Krishnaswamy Subrahmanyam (19 January 1929 – 2 February 2011) was a prominent international strategic affairs analyst, journalist and former Indian civil servant. Considered a proponent of Realpolitik, Subrahmanyam was an influential voice in Indian security affairs for a long time. He was most often referred to as the doyen of India's strategic affairs community, and as the premier ideological champion of India's nuclear deterrent.
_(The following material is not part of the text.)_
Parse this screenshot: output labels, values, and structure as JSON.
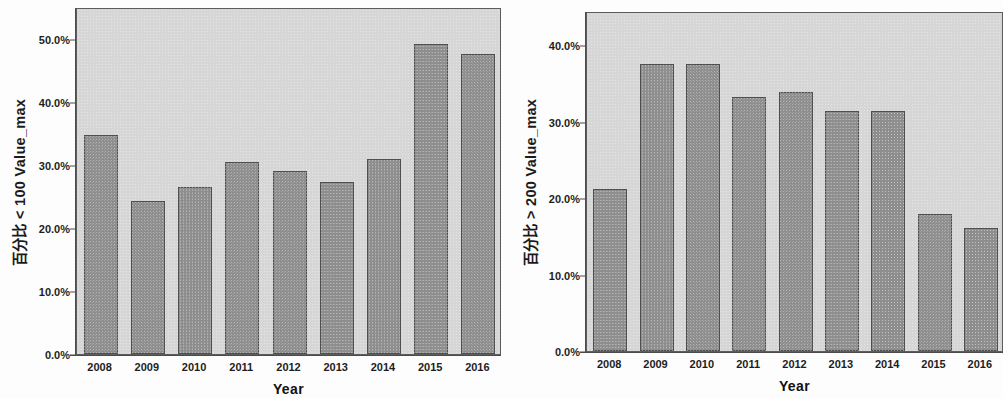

Quotes about Subrahmanyam[edit]

  • He (H. Kissinger) kicked off his day with breakfast with Indian thinkers and academics at the Ashoka Hotel. It went horribly. One of the Indians was especially livid: K. Subrahmanyam, the author of that April secret strategic report that urged India’s top leaders to attack Pakistan to secure India’s regional hegemony. Subrahmanyam, emotional and bitter, told Kissinger that he, as a refugee himself, should understand the horror of what was happening. The United States was “making the same mistake as it made with Hitler in the 1930s—trying to deal with and placate an authoritarian regime which has embarked on a major program of reducing its population.” Kissinger, at the start of what was clearly going to be a very long day, tried to duck confronting him.
    • quoted in Bass, G. J. (2014). The Blood telegram: Nixon, Kissinger, and a forgotten genocide.